In the 1980s, mining and exploration threatened their homeland, so the Martu returned to reclaim it and resume their hunting traditions. The researchers interviewed the community and observed their foraging strategies and reconstructed food webs in the desert before the Martu left, and after they returned. From these models, they simulated how removing people affected other parts of the desert food chain — like kangaroos eating bush tomatoes, or birds eating rodents.

“When people started to come back and going hunting again and looking after their country, you could see this resurgence of animals coming back to parts that they had been absent for a long time,” Taylor said.

The small hunting fires were vital for sustaining wild species. Without Martu people starting them year-round, seasonal lightning fires raged. Invasive predators thrived and mammals needing to travel long distances for food or water got hit hard. Even the goannas they hunted struggled without the Martu.

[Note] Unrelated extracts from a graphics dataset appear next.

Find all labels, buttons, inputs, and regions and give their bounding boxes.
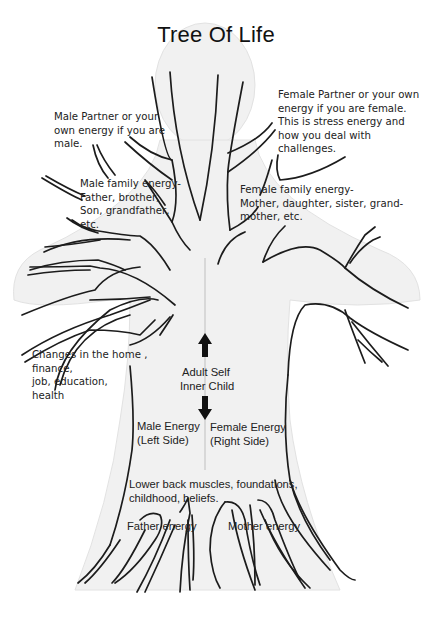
page-title: Tree Of Life (0, 22, 432, 48)
annotation-female-partner: Female Partner or your own energy if you… (278, 88, 419, 156)
annotation-male-family: Male family energy- Father, brother, Son… (80, 177, 181, 231)
annotation-female-family: Female family energy- Mother, daughter, … (240, 183, 403, 224)
annotation-male-energy: Male Energy (Left Side) (137, 419, 200, 447)
annotation-female-energy: Female Energy (Right Side) (210, 420, 286, 448)
annotation-mother-energy: Mother energy (228, 519, 300, 533)
annotation-center: Adult Self Inner Child (180, 365, 232, 393)
annotation-male-partner: Male Partner or your own energy if you a… (54, 110, 165, 151)
annotation-changes: Changes in the home , finance, job, educ… (32, 348, 147, 402)
annotation-father-energy: Father energy (127, 519, 197, 533)
annotation-lower-back: Lower back muscles, foundations, childho… (129, 477, 298, 505)
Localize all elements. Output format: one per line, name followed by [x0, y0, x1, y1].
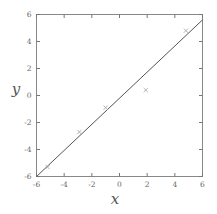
- figure-canvas: -6-4-20246 -6-4-20246 x y: [0, 0, 217, 214]
- y-axis-label: y: [7, 80, 25, 98]
- x-axis-ticks: [37, 15, 203, 177]
- y-axis-tick-labels: -6-4-20246: [24, 10, 32, 181]
- x-tick-label: -6: [33, 180, 41, 189]
- y-tick-label: 4: [27, 37, 32, 46]
- plot-frame: [37, 15, 203, 177]
- plot-area: -6-4-20246 -6-4-20246: [0, 0, 217, 214]
- y-axis-ticks: [37, 15, 203, 177]
- x-tick-label: 2: [145, 180, 150, 189]
- x-tick-label: 0: [117, 180, 122, 189]
- data-point-marker: [144, 88, 148, 92]
- x-tick-label: -4: [61, 180, 69, 189]
- y-tick-label: 0: [27, 91, 32, 100]
- y-tick-label: -2: [24, 118, 32, 127]
- y-tick-label: 6: [27, 10, 32, 19]
- data-series-group: [37, 20, 203, 177]
- x-axis-label: x: [105, 190, 125, 208]
- x-tick-label: 6: [200, 180, 205, 189]
- data-point-marker: [104, 106, 108, 110]
- data-point-marker: [77, 130, 81, 134]
- y-tick-label: -6: [24, 172, 32, 181]
- series-line: [37, 20, 203, 177]
- x-tick-label: -2: [88, 180, 96, 189]
- x-tick-label: 4: [172, 180, 177, 189]
- data-point-marker: [184, 29, 188, 33]
- y-tick-label: 2: [27, 64, 32, 73]
- y-tick-label: -4: [24, 145, 32, 154]
- x-axis-tick-labels: -6-4-20246: [33, 180, 205, 189]
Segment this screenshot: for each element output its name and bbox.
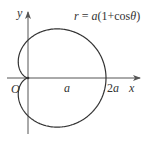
tick-label-a: a — [64, 81, 70, 95]
equation-label: r = a(1+cosθ) — [74, 9, 140, 23]
origin-point — [27, 77, 30, 80]
tick-label-2a: 2a — [107, 81, 119, 95]
equation-open: (1+cos — [97, 9, 130, 23]
equation-equals: = — [79, 9, 92, 23]
tick-2a-variable: a — [113, 81, 119, 95]
y-axis-label: y — [16, 6, 23, 20]
origin-label: O — [11, 82, 20, 96]
equation-close: ) — [136, 9, 140, 23]
cardioid-figure: y x O a 2a r = a(1+cosθ) — [0, 0, 151, 144]
x-axis-label: x — [128, 81, 135, 95]
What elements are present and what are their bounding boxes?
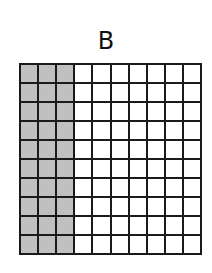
grid-cell — [184, 198, 200, 215]
grid-cell — [112, 65, 128, 82]
grid-cell — [148, 179, 164, 196]
shaded-cell — [57, 198, 73, 215]
grid-cell — [130, 65, 146, 82]
shaded-cell — [21, 160, 37, 177]
grid-cell — [184, 122, 200, 139]
grid-cell — [148, 84, 164, 101]
grid-cell — [130, 103, 146, 120]
shaded-cell — [57, 217, 73, 234]
grid-cell — [75, 160, 91, 177]
shaded-cell — [57, 84, 73, 101]
shaded-cell — [39, 217, 55, 234]
grid-cell — [184, 217, 200, 234]
grid-cell — [93, 198, 109, 215]
grid-cell — [93, 160, 109, 177]
shaded-cell — [39, 103, 55, 120]
grid-cell — [184, 160, 200, 177]
grid-cell — [130, 236, 146, 253]
grid-cell — [166, 103, 182, 120]
grid-cell — [93, 103, 109, 120]
grid-cell — [75, 179, 91, 196]
grid-cell — [112, 141, 128, 158]
grid-cell — [75, 141, 91, 158]
grid-cell — [93, 84, 109, 101]
grid-cell — [184, 84, 200, 101]
grid-cell — [75, 198, 91, 215]
grid-cell — [148, 217, 164, 234]
shaded-cell — [21, 122, 37, 139]
shaded-cell — [39, 236, 55, 253]
shaded-cell — [21, 198, 37, 215]
grid-cell — [184, 103, 200, 120]
grid-cell — [148, 160, 164, 177]
grid-cell — [148, 122, 164, 139]
shaded-cell — [21, 236, 37, 253]
shaded-cell — [39, 198, 55, 215]
shaded-cell — [39, 160, 55, 177]
grid-cell — [166, 160, 182, 177]
shaded-cell — [21, 217, 37, 234]
grid-cell — [130, 122, 146, 139]
grid-cell — [166, 84, 182, 101]
grid-cell — [148, 198, 164, 215]
grid-cell — [184, 65, 200, 82]
shaded-cell — [57, 236, 73, 253]
shaded-cell — [39, 84, 55, 101]
shaded-cell — [57, 122, 73, 139]
grid-cell — [112, 84, 128, 101]
shaded-cell — [57, 179, 73, 196]
shaded-cell — [39, 122, 55, 139]
grid-cell — [112, 179, 128, 196]
grid-cell — [112, 122, 128, 139]
grid-cell — [112, 236, 128, 253]
shaded-cell — [39, 179, 55, 196]
grid-cell — [93, 217, 109, 234]
shaded-cell — [57, 141, 73, 158]
grid-cell — [166, 141, 182, 158]
grid-cell — [93, 236, 109, 253]
grid-cell — [130, 217, 146, 234]
grid-cell — [166, 236, 182, 253]
grid-cell — [130, 179, 146, 196]
grid-cell — [75, 65, 91, 82]
shaded-cell — [21, 84, 37, 101]
grid-cell — [130, 141, 146, 158]
grid-cell — [93, 122, 109, 139]
grid-cell — [75, 217, 91, 234]
shaded-cell — [21, 141, 37, 158]
shaded-cell — [39, 141, 55, 158]
grid-cell — [75, 236, 91, 253]
diagram-label: B — [0, 28, 212, 54]
grid-cell — [184, 236, 200, 253]
grid-cell — [166, 198, 182, 215]
grid-cell — [148, 236, 164, 253]
grid-cell — [112, 198, 128, 215]
grid-cell — [75, 84, 91, 101]
grid-cell — [148, 103, 164, 120]
grid-cell — [184, 179, 200, 196]
hundred-grid — [19, 63, 202, 255]
grid-cell — [75, 103, 91, 120]
shaded-cell — [21, 179, 37, 196]
shaded-cell — [57, 65, 73, 82]
grid-cell — [112, 160, 128, 177]
grid-cell — [166, 179, 182, 196]
grid-cell — [112, 217, 128, 234]
shaded-cell — [39, 65, 55, 82]
shaded-cell — [57, 103, 73, 120]
grid-cell — [93, 179, 109, 196]
grid-cell — [75, 122, 91, 139]
grid-cell — [93, 141, 109, 158]
grid-cell — [184, 141, 200, 158]
grid-cell — [166, 217, 182, 234]
grid-cell — [148, 141, 164, 158]
grid-cell — [166, 122, 182, 139]
grid-cell — [130, 160, 146, 177]
grid-cell — [166, 65, 182, 82]
grid-cell — [93, 65, 109, 82]
grid-cell — [112, 103, 128, 120]
grid-cell — [148, 65, 164, 82]
grid-cell — [130, 84, 146, 101]
shaded-cell — [57, 160, 73, 177]
shaded-cell — [21, 103, 37, 120]
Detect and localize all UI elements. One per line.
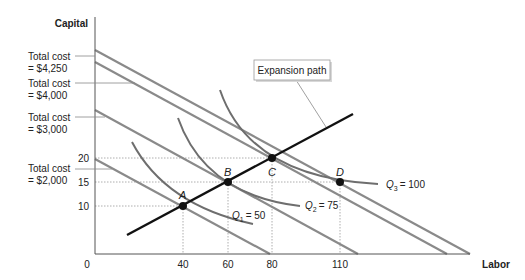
cost-3000-line2: = $3,000 <box>28 124 68 135</box>
y-tick-15: 15 <box>78 177 90 188</box>
x-tick-110: 110 <box>332 259 348 270</box>
cost-3000-line1: Total cost <box>28 112 70 123</box>
isoquant-q3-label: Q3= 100 <box>386 179 425 192</box>
x-tick-60: 60 <box>222 259 234 270</box>
cost-2000-line1: Total cost <box>28 163 70 174</box>
x-tick-40: 40 <box>177 259 189 270</box>
point-c <box>268 154 276 162</box>
expansion-path-leader <box>296 80 326 127</box>
x-axis-title: Labor <box>482 259 510 270</box>
isoquant-q3 <box>220 90 378 184</box>
y-tick-10: 10 <box>78 201 90 212</box>
point-a <box>179 202 187 210</box>
isoquants <box>132 90 378 224</box>
cost-4000-line1: Total cost <box>28 78 70 89</box>
point-c-label: C <box>268 166 276 178</box>
cost-4000-line2: = $4,000 <box>28 90 68 101</box>
cost-labels: Total cost = $4,250 Total cost = $4,000 … <box>28 51 70 186</box>
origin-label: 0 <box>84 259 90 270</box>
chart: Expansion path A B C D Q1= 50 Q2= 75 Q3=… <box>0 0 525 280</box>
point-a-label: A <box>178 189 186 201</box>
point-b <box>224 178 232 186</box>
guide-lines <box>95 158 340 254</box>
expansion-path-label: Expansion path <box>258 65 327 76</box>
cost-2000-line2: = $2,000 <box>28 175 68 186</box>
point-d-label: D <box>336 166 344 178</box>
cost-4250-line1: Total cost <box>28 51 70 62</box>
point-d <box>336 178 344 186</box>
y-tick-20: 20 <box>78 153 90 164</box>
expansion-path-callout: Expansion path <box>254 60 332 127</box>
cost-4250-line2: = $4,250 <box>28 63 68 74</box>
y-axis-title: Capital <box>55 18 89 29</box>
point-b-label: B <box>224 166 231 178</box>
isoquant-q2-label: Q2= 75 <box>305 200 339 213</box>
x-tick-80: 80 <box>266 259 278 270</box>
axes <box>95 17 470 254</box>
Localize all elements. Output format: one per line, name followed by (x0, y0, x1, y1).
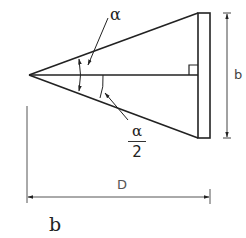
figure-caption: b (49, 215, 61, 234)
fraction-bar (128, 141, 146, 142)
alpha-label: α (110, 7, 121, 23)
half-alpha-pointer-arrow (105, 93, 128, 120)
diagram-canvas (0, 0, 246, 238)
vertical-plate (198, 13, 210, 138)
b-dimension-label: b (234, 68, 242, 81)
half-alpha-arc (100, 75, 103, 98)
alpha-pointer-arrow (88, 18, 108, 65)
half-alpha-label: α 2 (128, 123, 146, 160)
triangle-lower-edge (29, 75, 198, 138)
half-alpha-denominator: 2 (128, 144, 146, 160)
b-dimension (223, 13, 231, 138)
d-dimension-label: D (117, 178, 127, 191)
triangle (29, 13, 198, 138)
right-angle-marker (189, 65, 198, 75)
half-alpha-numerator: α (128, 123, 146, 139)
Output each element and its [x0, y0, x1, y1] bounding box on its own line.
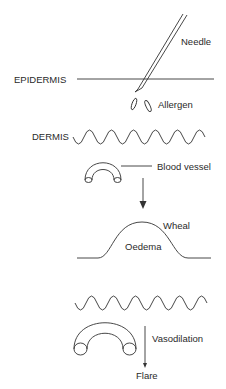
oedema-label: Oedema	[125, 242, 161, 252]
blood-vessel-small-icon	[85, 163, 121, 183]
dermis-label: DERMIS	[32, 132, 69, 142]
vasodilation-label: Vasodilation	[152, 334, 203, 344]
vasodilation-arrow-head-icon	[143, 363, 147, 368]
diagram-canvas	[0, 0, 226, 389]
allergen-particles-icon	[130, 98, 152, 113]
wheal-curve	[77, 222, 211, 258]
dermis-wave	[73, 130, 205, 144]
wheal-label: Wheal	[163, 221, 190, 231]
needle-icon	[135, 14, 187, 92]
flare-label: Flare	[136, 371, 158, 381]
blood-vessel-dilated-icon	[74, 323, 136, 355]
blood-vessel-label: Blood vessel	[157, 162, 211, 172]
needle-label: Needle	[181, 37, 211, 47]
epidermis-label: EPIDERMIS	[14, 75, 66, 85]
arrow-head-icon	[140, 201, 147, 209]
allergen-label: Allergen	[158, 100, 193, 110]
dermis-wave-lower	[75, 296, 207, 310]
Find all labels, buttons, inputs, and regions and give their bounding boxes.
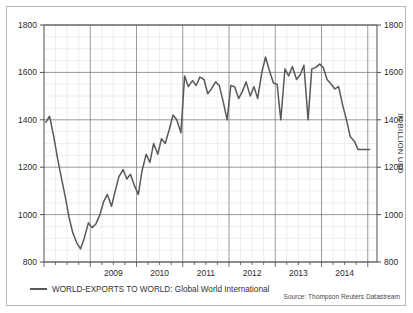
y-tick-label-right: 1600 <box>384 67 403 77</box>
x-tick-label: 2014 <box>335 268 354 278</box>
x-tick-label: 2011 <box>197 268 216 278</box>
x-axis: 200920102011201220132014 <box>44 262 368 278</box>
y-axis-title: IN BILLION USD <box>396 113 405 174</box>
y-tick-label-left: 1200 <box>18 162 37 172</box>
legend-label: WORLD-EXPORTS TO WORLD: Global World Int… <box>52 285 270 294</box>
y-tick-label-right: 1800 <box>384 20 403 30</box>
y-tick-label-left: 1000 <box>18 210 37 220</box>
x-tick-label: 2009 <box>104 268 123 278</box>
line-chart: 8008001000100012001200140014001600160018… <box>0 0 413 313</box>
y-tick-label-left: 800 <box>23 257 37 267</box>
chart-legend: WORLD-EXPORTS TO WORLD: Global World Int… <box>30 285 270 294</box>
y-tick-label-right: 800 <box>384 257 398 267</box>
x-tick-label: 2012 <box>243 268 262 278</box>
y-tick-label-left: 1600 <box>18 67 37 77</box>
x-tick-label: 2013 <box>289 268 308 278</box>
x-tick-label: 2010 <box>150 268 169 278</box>
y-tick-label-right: 1000 <box>384 210 403 220</box>
y-tick-label-left: 1400 <box>18 115 37 125</box>
chart-figure: 8008001000100012001200140014001600160018… <box>0 0 413 313</box>
source-note: Source: Thompson Reuters Datastream <box>284 293 401 301</box>
y-tick-label-left: 1800 <box>18 20 37 30</box>
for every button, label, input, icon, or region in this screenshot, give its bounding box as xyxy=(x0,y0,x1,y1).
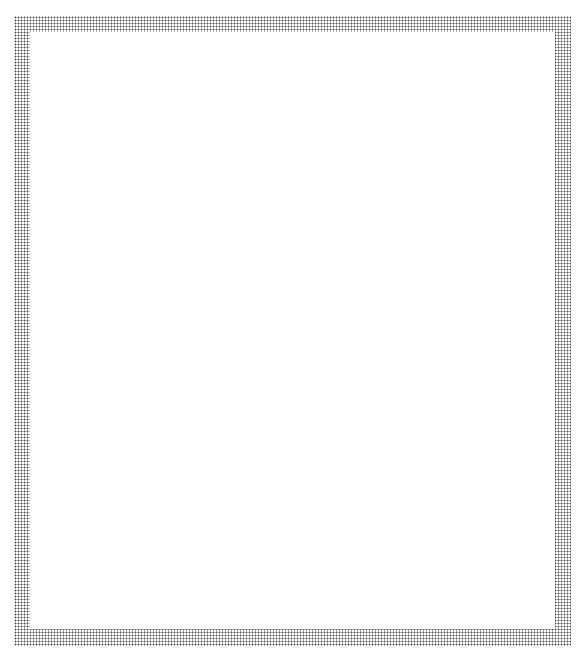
hexaxial-diagram xyxy=(0,0,585,655)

“The thing about fires is that they’re creating this patchy mosaic of really diverse vegetation,” said Rebecca Bliege Bird, an anthropologist also at Penn State and co-author.

Chunks of the landscape are always at different stages of recovery, with different vegetation. Spinifex, a grass that otherwise lives for decades and crowds everything else out, is replaced by other plants like bush tomatoes, an important food and water source. And many animals have more places to get food, shelter or protection from predators. After a few years, spinifex returns, and the cycle continues.

“In some ways, it’s a pretty straightforward relationship,” Doug Bird said. “The more that Martu hunt, the more they burn. The more they burn, the patchier the landscape is. And dingoes and monitor lizards and some other critters, native critters, really like that patchwork.”

But it isn’t as if the Martu returned home, and everything went back to normal. The Martu now consume more western food, some only hunt on weekends and invasive species and extinctions still happen. But the patchwork is coming back.

Taylor, who lives in Perth, says he finds solace hunting in the country, paying respect to the animals and sharing the food with family. “I’ll just be here, now, today, and know that the country is healthy because people are burning and looking after it how people have done for millenia.”

The Martu story isn’t small or isolated. It’s applicable to about a quarter of Australia, where other Aboriginal Australians practice long-held traditions on their lands. It also extends to groups around the world, like American Indians, whose generations of knowledge are starting to be tapped to benefit biodiversity and government agencies trying to manage it.